May 20, 2009|By Larry Carson | Larry Carson,larry.carson@baltsun.com
A jury will resume deliberating today the fate of a 19-year-old Owings Mills man accused of murder in what prosecutors called a gang-related killing in Columbia last year.
Daymar Wimbish, the defendant, is an admitted Bloods gang member; his attorney argued he was merely present at a botched robbery attempt in the early hours of May 17, 2008, that ended in the shooting death of Jason Batts, 23.
"The whole gang theme was a substitute for motive," Wimbish's attorney, Spencer Hecht, said in closing arguments to the jury on Tuesday. "These were neighborhood friends who thought it was cool to be in a gang.

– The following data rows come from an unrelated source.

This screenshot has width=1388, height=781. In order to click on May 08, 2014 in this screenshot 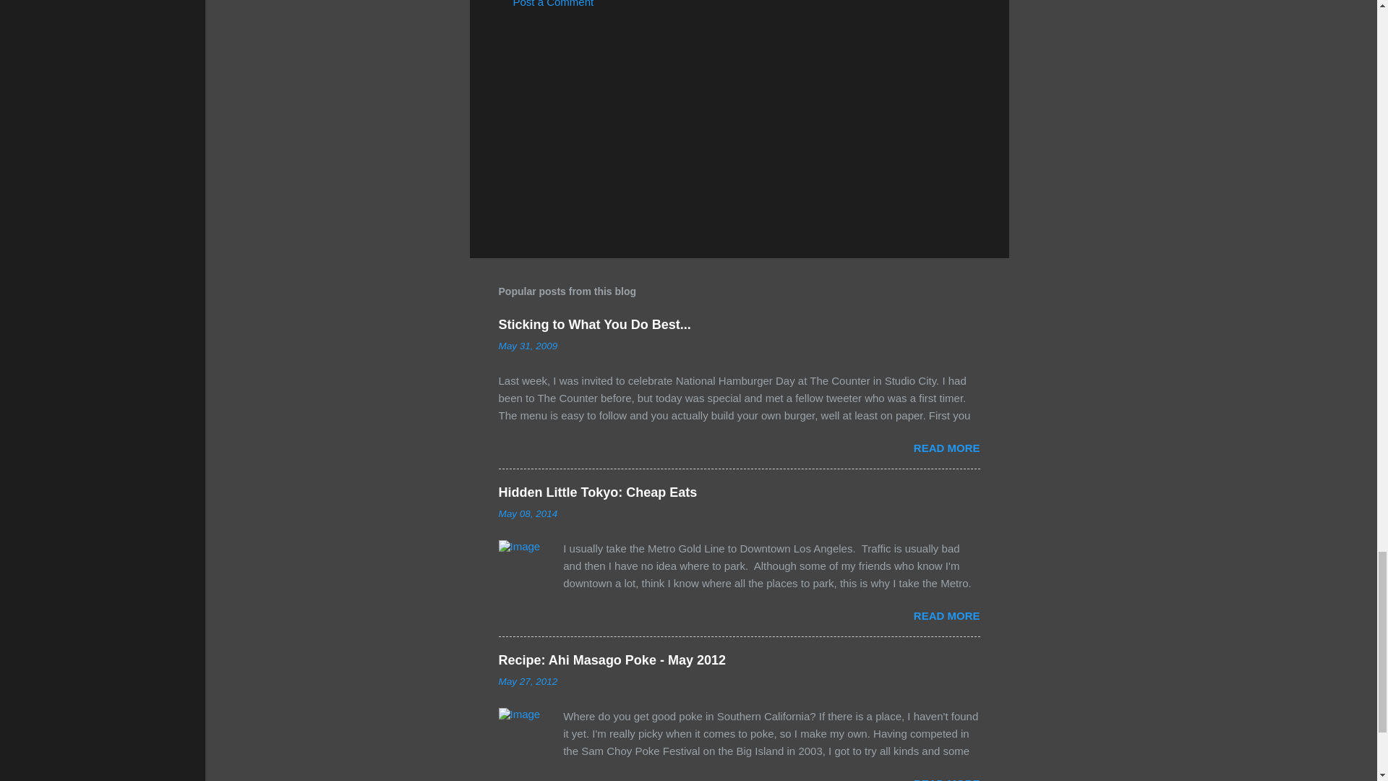, I will do `click(528, 513)`.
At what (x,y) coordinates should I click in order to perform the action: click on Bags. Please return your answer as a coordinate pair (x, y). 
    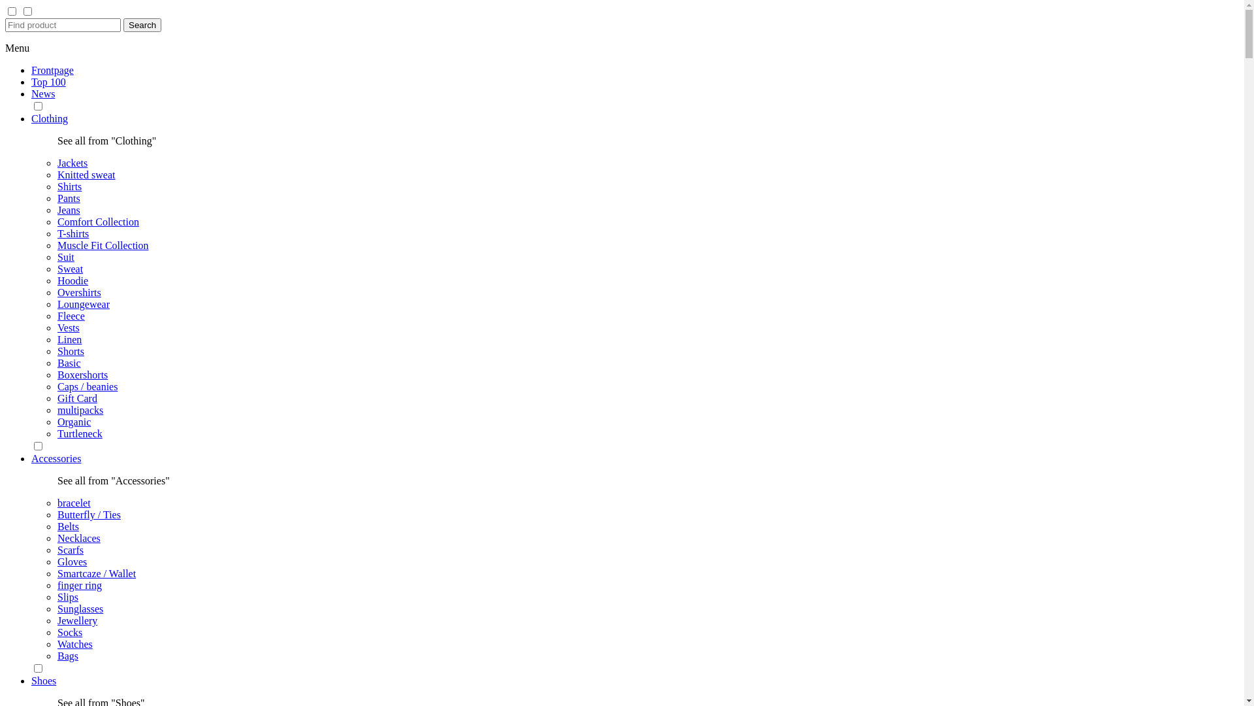
    Looking at the image, I should click on (68, 656).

They weren't like these older, rougher, Columbia gang members."
Hecht attacked the credibility of the state's two chief witnesses, who were riding with Wimbish and two other gang members that night.
Prosecutors and police said Wimbish did not shoot Batts but was one of three men who tried to rob Elijah Jackson in the parking lot of an apartment complex on Stevens Forest Road in Oakland Mills.
Prosecutors said that the crime resulted from a gang-related attempt to punish Jackson, who was suspected of planning to testify in another case. But as the robbery attempt unfolded, Batts moved suddenly and the gunman fired twice, police said.
"A plan hatched in hell is seldom witnessed by angels," especially at 2:50 a.m., prosecutor Colleen McGuinn said in her closing. "Daymar Wimbish was up to his eyeballs in this conspiracy. He and the shooter are like this," she said, holding up her hands with fingers locked together.
Authorities say Lamont Johnson shot Batts with a sawed-off shotgun as Batts tried to run from the SUV in the apartment parking lot. He still awaits trial.
A third defendant, Ronald McConnell, was acquitted of murder charges in the case last month. He was convicted of conspiracy to commit armed robbery and two other gun charges.